How many clicks does it take for you to find what you’re looking for online? Five? 10? More? What if you could find exactly what you wanted with no clicks at all?
This was the idea behind FactSet’s voice-activated analytics, developed in collaboration with Microsoft. Trading firms have stockpiles of data at their disposal, but finding what they need quickly remains a challenge, says Chris Ellis, head of strategic initiatives at FactSet.
In a demo for WatersTechnology, the voice-enabled technology processed the search request: “BlackRock ETFs (exchange-traded funds) launched in the last two years with an expense ratio between 50 and 100 basis points with a weight in Germany greater than 2%.” It served up matching results in roughly eight seconds.
“What we’re doing with FactSet smart search is allowing the user to just say in English what they want, give them the answer, and then give them the link to where there’s more information. So, it’s one part an answer to their question, and another part [is] providing them the navigation tools to go down the rabbit hole and do a much deeper dive into the analytics,” Ellis says.
In September, the data vendor will roll out an integrated version of the voice-controlled technology across its ETFs and funds datasets, designed to help traders, portfolio managers, and analysts verbally query the data within the application. In February, FactSet announced its integration with Microsoft Teams, whereby Teams users can access and share the data vendor’s financial news and content within the Microsoft communications and collaboration platform. As an extension of that partnership, FactSet is leveraging Microsoft technology to help build out its voice-activated search tools.
Microsoft provides the underlying natural-language processing technology that recognizes the human voice and translates it to text via a speech API. This function is available to FactSet users across its data and analytics platform via the vendor’s web or desktop application.
For the ETF and fund screening datasets, FactSet has developed a more integrated and advanced voice-activated capability. On top of the Microsoft speech API, FactSet has built a layer of machine-learning technology that applies meaning to industry lingo (for example, “expense ratios” and “ETFs”), then formulates how search requests are understood and how results are generated.

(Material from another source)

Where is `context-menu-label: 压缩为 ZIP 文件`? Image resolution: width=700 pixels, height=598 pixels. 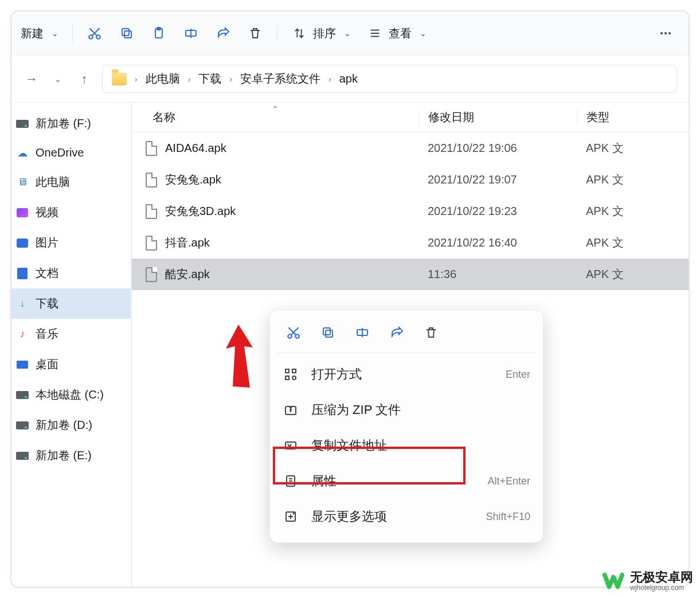 context-menu-label: 压缩为 ZIP 文件 is located at coordinates (356, 410).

“What we’ve done is not only taught the engine how to interpret specific requests, but we use our knowledge of finance and of the fund and ETF ecosystem to say, ‘If you put in a qualitative request, instead of a purely quantitative request, we’re going to interpret that in an intelligent way, but then still give you the keys to the car to go in and change it to what you want,’” Ellis says.
The model can recognize specific and generic verbal search requests. For instance, a specific request might include different components like the name of an issuer, such as in the case of the BlackRock request; the fund’s launch date; the expense ratio; and the weighted average market cap.
A qualitative or generic search request might include general adjectives like “new,” “low,” or “large.” An example Ellis provides is “new ETFs with low fees that invest in large companies.” In this instance, FactSet’s model will allocate default rules for what “low fees” might equate to, such as fees lower than 15 basis points; or what a “large company” might be, such as one with a weighted cap of $10 billion or more. These default settings, however, can be adjusted and customized by users.
Schooling the bot
Building machine-learning models for understanding speech and financial language is not without its challenges, says Mike Marley, product manager for search and lookup technologies at FactSet. The most difficult part, he says, is training the model to recognize and comprehend the different ways in which a person might phrase a question or search a request. This involves teaching the machine to accurately interpret multiple sentence formations and syntax.
FactSet has been building the model for more than two years and Ellis says a huge portion of that time was used to train the technology with sentences from beta users for the ETF and fund screening application.
“It’s a solvable problem to say, ‘Here are 50 different questions; we can answer those.’ But you have to be able to answer the questions based on how it’s being asked, and there are so many different variations and different ways to ask those questions,” he says.
When building a voice-activated solution, developers also must account for human error. Take, for instance, a user who requests the price of Facebook shares on July 10, a Saturday. The system should be trained to recognize the market was closed on that day and should generate the results for Facebook on July 9, the Friday before.
So far, FactSet’s model, which is built on top of Microsoft’s speech API, works only for its ETF and fund screening datasets. However, the vendor has plans to extend this functionality across its analytics suite. As part of the broader integration roadmap, FactSet also hopes to build connections to digital voice assistants like Amazon’s Alexa, Apple’s Siri, and the Google Assistant in the future.
“We have started down that path or are looking down that path. We have not done that integration into the voice assistants themselves yet, but that is something where a lot of the work that we’re doing now would apply as we go forward,” says Marley.